The latest installment of the franchise, Insidious: The Red Door (directed by Patrick Wilson) was released in 2023. This story returns to the ongoing saga of the Lambert Family. It follows Dalton (still played by Ty Simpkins), now a young adult, to his freshman year of college where he is studying art. He and his father (Patrick Wilson) have a difficult relationship. Their shared trauma of time spent in The Further is affecting them still—only they don’t know what’s wrong. They were hypnotized to forget. 

The primary setting of the film is Dalton’s college dorm as well as a frat house where he parties amongst the living and the dead.

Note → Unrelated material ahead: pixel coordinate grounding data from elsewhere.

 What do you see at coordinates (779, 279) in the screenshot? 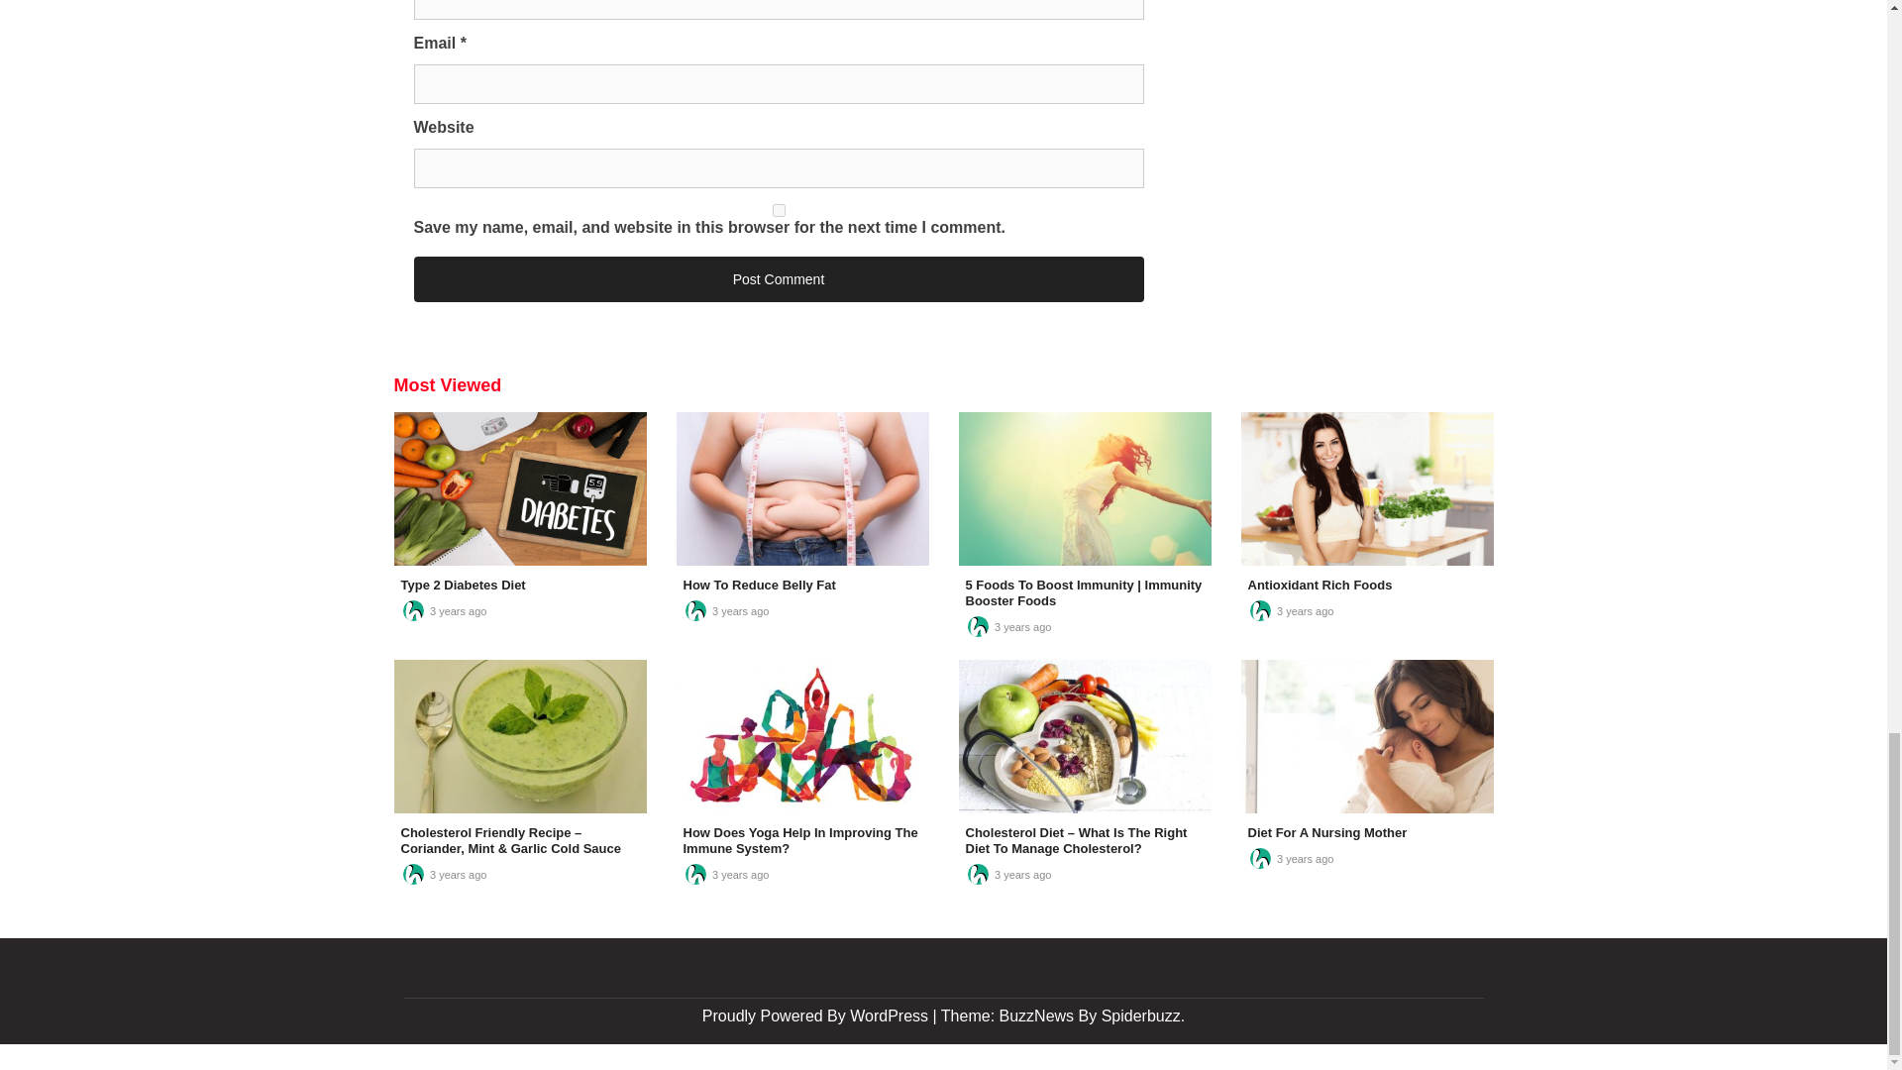
I see `Post Comment` at bounding box center [779, 279].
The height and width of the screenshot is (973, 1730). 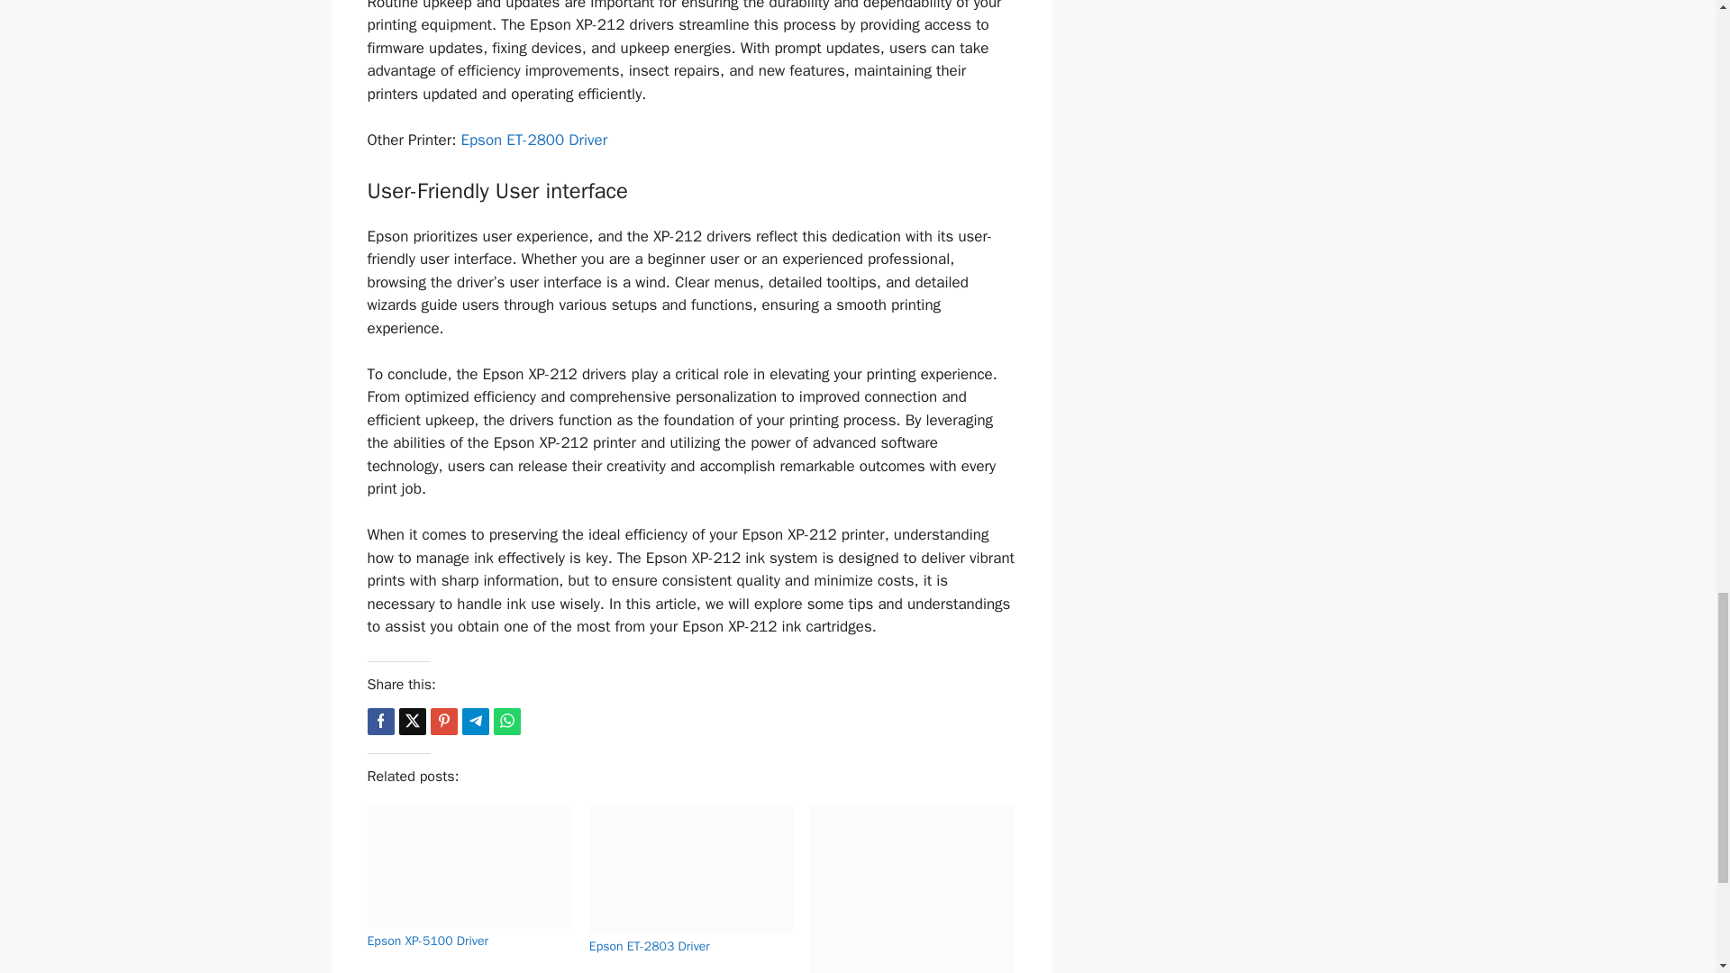 What do you see at coordinates (649, 946) in the screenshot?
I see `Epson ET-2803 Driver` at bounding box center [649, 946].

The fraternity house is the real-life Tilghman House, an academic building at Drew University, located at 36 Madison Avenue in Madison, New Jersey. Constructed in 1894, this Tudor building, with steeply pitched gables and half-timbering, is unique on the campus. It was originally built as a mansion later and adapted for academic use.

Insidious: The Red Door represents a geographic departure from the previous films, which were primarily filmed in Los Angeles. It features one of the oldest and most unique architectural specimens in the franchise, standing thousands of miles away from the original film locations. This shift underscores the vast reaches of the film’s supernatural underpinnings. 

While this is (allegedly) the final film, fans of the Insidious franchise have experienced an enthralling journey through historic residential architecture. Every gorgeous old building opens a doorway to The Further.